What do the people of the world think and think about the wars involving religion that are still being waged without end?
Tens of thousands of people are still being killed in the Israeli-Palestinian war.

Jesus Christ said it right.
"Thou shalt not kill."
In the West, it has already been broken since the time of the Crusades.

In Japan, when the Buddhist cult grew large, it became armed and started conflicts.
In history, there have been "monk-soldiers," those who devote themselves to Buddhism, a teaching that respects life, but who take up arms and even kill people.

When Jesus and Oshaka-sama were alive, they were preaching wonderful teachings.
However, as they began to form organizations and grow larger, they began to cause various problems.

Once a large cult was established, large temples were built as if to show off its power, and it cost a lot of money to build and maintain them.
It would also have required donations that would have threatened the livelihood of the believers.

A large organization will inevitably have conflicts with other organizations and denominations.
And, guided by their grateful "teachings," they even start wars.
The believers who participate in the war do not doubt their own righteousness.

Therefore, when war breaks out, many people are killed in the name of justice.
No matter how much civilization evolves, the world repeats the same thing.
What is religion for?

But there were some religious people who had a backbone.
It was when Japan was plunging into the Japan-China War.
He was a monk of the Otani sect of Shinshu named Shogen Takenaka, born in Tarui-machi in what is now Gifu Prefecture.

He said, "War is the greatest sin," at a time when even the Order was being discouraged by the current state of the war.
It must have taken a lot of courage for him to make such a statement in a village where peer pressure was high.

He was arrested on the grounds that his statement violated the army's penal code (the crime of coined words).
The arrest was triggered by a report from a fellow monk.
He was later granted a pardon and his sentence was commuted to two months and 20 days in prison, suspended for three years.

It is a pipe dream, but if his courageous little voice had spread throughout Japan, might we have been able to build an anti-war momentum that would have prevented us from plunging into the foolish war in the Pacific, which caused so much suffering and loss of life?

But this much I can say for sure even today.
That even in religious circles, there are very few people who can truly say the right thing, no matter what their circumstances.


### Task to complete
For each line below that holds "projected", return the line as it stands.

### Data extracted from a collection

· · · · · · ·

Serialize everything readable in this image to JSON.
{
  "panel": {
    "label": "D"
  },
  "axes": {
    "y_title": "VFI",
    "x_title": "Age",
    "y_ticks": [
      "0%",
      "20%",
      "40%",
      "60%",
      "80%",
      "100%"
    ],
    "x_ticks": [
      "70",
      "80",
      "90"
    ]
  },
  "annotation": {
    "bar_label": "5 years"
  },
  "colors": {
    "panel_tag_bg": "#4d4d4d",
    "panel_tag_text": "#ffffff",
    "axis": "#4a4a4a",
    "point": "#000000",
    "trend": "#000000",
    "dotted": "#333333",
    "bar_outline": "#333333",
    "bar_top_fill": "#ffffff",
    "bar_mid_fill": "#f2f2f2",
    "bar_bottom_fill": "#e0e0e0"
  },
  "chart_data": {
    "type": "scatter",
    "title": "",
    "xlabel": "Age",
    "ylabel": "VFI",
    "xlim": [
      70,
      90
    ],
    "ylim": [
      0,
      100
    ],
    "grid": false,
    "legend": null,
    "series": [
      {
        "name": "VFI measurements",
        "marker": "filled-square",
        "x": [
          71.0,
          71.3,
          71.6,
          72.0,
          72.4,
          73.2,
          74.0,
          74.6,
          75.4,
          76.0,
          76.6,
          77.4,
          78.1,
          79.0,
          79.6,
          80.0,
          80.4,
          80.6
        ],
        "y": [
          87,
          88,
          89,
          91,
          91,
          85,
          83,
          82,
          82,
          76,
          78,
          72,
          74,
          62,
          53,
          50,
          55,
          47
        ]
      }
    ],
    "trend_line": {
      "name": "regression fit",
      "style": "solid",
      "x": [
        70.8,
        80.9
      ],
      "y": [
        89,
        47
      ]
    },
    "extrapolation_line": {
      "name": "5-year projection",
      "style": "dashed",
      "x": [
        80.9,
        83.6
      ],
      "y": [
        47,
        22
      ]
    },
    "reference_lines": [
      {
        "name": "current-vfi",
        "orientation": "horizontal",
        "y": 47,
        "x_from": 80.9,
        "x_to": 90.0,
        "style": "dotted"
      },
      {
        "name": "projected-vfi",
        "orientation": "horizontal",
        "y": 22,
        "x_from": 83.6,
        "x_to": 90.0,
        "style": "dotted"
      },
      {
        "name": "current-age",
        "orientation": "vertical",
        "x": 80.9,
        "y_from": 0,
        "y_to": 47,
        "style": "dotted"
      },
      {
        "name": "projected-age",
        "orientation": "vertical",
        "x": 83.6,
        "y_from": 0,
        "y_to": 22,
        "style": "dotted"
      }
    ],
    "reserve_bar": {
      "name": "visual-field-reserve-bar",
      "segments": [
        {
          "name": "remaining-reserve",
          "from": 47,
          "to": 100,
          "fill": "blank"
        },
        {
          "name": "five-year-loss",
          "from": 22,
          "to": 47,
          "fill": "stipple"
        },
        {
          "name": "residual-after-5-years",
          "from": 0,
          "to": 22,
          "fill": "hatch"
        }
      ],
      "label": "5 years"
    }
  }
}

· · · · · · ·

### Exercise output
        "name": "projected-vfi",
        "name": "projected-age",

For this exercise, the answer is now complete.